Rep. Jason Chaffetz (R-Utah.), a young conservative, added of Romney’s ability to bring along more ideological elements of his party: “That’s exponentially more true because of Paul Ryan’s presence. He has the personal relationships and street cred to make that happen. That’s one of the reasons Mitt selected him.”

If Romney loses, the party will almost certainly be far more divided when it comes to a grand bargain. Potential 2016 hopefuls like Ryan and Rubio will be hesitant to support any deal that could make their right flank vulnerable in a GOP primary.

Chaffetz thinks that congressional conservatives would take their cues from Ryan.

“Win or lose, Paul is the most influential guy in the House and probably the Senate,” he said.

Some sort of fiscal agreement could be finessed with the conservative base if it’s sold as tax and entitlement reform, if individual rates do not go up and it’s exemptions and deductions that are eliminated.

“We as Republicans would be smart to tell our Democratic colleagues that we will eliminate deductions and apply the revenue to the deficit if you take on entitlements,” said Graham. “But if we become the party that can’t compromise, in the view of the average person we’ll get punished.”

Yet while there may be a way to make a grand bargain palatable to the rank-and-file conservatives, immigration reform is much more clear-cut and therefore tougher to find consensus around and may be even more illustrative of the internal civil war Republicans seem on the verge of.

After getting pounded on it in election after election, some congressional Republicans will seek to deprive Democrats of having the issue every two years.

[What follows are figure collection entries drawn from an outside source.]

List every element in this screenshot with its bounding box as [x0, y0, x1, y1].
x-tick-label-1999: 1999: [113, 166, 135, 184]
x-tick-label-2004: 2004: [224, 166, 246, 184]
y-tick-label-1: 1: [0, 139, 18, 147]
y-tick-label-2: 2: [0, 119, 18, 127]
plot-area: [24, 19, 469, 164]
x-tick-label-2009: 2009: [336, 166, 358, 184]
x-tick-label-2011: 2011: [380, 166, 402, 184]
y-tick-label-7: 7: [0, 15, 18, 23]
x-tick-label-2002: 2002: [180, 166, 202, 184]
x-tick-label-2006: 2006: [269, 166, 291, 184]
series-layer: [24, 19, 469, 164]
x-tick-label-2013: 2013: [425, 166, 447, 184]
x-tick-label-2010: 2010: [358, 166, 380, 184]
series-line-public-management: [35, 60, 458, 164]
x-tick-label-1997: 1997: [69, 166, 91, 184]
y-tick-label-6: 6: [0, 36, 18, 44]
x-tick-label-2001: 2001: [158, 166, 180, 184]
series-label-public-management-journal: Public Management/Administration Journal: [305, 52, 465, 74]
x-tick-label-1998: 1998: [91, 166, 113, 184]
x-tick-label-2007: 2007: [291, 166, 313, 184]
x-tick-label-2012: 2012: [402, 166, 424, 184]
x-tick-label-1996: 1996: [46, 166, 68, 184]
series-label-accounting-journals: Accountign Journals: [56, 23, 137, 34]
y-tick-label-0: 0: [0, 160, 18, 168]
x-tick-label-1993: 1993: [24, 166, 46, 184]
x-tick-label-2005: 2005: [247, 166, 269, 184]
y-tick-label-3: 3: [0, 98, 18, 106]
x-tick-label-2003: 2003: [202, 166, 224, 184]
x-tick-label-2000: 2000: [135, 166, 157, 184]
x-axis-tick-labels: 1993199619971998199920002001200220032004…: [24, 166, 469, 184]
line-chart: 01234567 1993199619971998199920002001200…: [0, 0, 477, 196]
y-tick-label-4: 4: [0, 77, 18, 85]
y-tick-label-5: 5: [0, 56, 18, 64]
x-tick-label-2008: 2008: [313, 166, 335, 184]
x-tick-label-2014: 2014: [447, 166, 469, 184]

But anything that smacks of amnesty will face fierce resistance in the ranks of a GOP caucus that is even more conservative than when the issue was debated in 2007, to say nothing of the likes of talk radio and cable opponents.

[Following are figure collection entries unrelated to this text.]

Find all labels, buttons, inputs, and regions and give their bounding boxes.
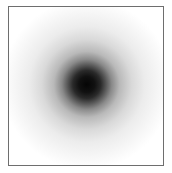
gaussian-blob	[9, 7, 163, 165]
image-frame	[8, 6, 164, 166]
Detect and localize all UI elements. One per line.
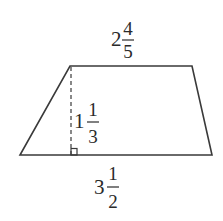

To some longtime Republicans, the party faces an existential question on immigration.

“Once we deal with the issue, we’ll have a permanent majority for a generation,” said Gingrich. “But until we do, we’re permanently in danger of losing.”

Gingrich’s solution, regardless of whether Romney wins: “It’s going to require Jeb Bush coming to Washington for about six months and working directly with Marco Rubio and building a bipartisan majority. We really need Jeb to live in Washington for six months to get this done.”

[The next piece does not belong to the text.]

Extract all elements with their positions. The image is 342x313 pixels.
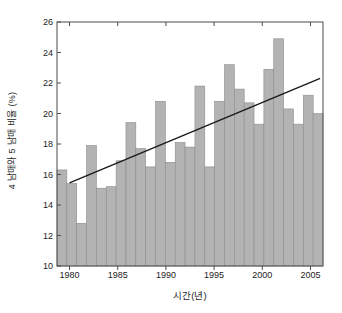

Barbour, an outspoken supporter of immigration reform, said the key is to make the economic argument for why reaching an agreement on the issue makes sense.

“Let’s just say 5 million of the 12 million [undocumented immigrants] have a job, pay taxes, have a family and children here — they’re residents who contribute,” he said. “Let’s say we deport all of them — well who’s going do those 5 million jobs? Are we going to find 5 million Americans to do them? Not a chance.”

But the opposition to a bill that includes legal status for undocumented immigrants will face roadblocks from congressional Republicans, regardless of who is in the White House.

“ ‘Comprehensive’ seems to be code word for amnesty,” said Chaffetz, who won his seat following a primary against a Republican who was a moderate on immigration. “I don’t think that’s doable.”

But even if there is an immigration reform bill passed, some pragmatists fear a scenario in which the issue becomes relitigated in a future GOP primary. It’s easy to envision, for example, a Republican going to Iowa in 2015 and campaigning for much of the year on a pledge to repeal “Obama’s amnesty law.” The specter of that could stop future presidential hopefuls such as Ryan and Rubio from being party to any deal.

“Too many Republicans treat harsh immigration rhetoric the way a smoker treats cigarettes,” lamented GOP strategist Todd Harris. “You know it’s going to kill you, but you do it anyway.”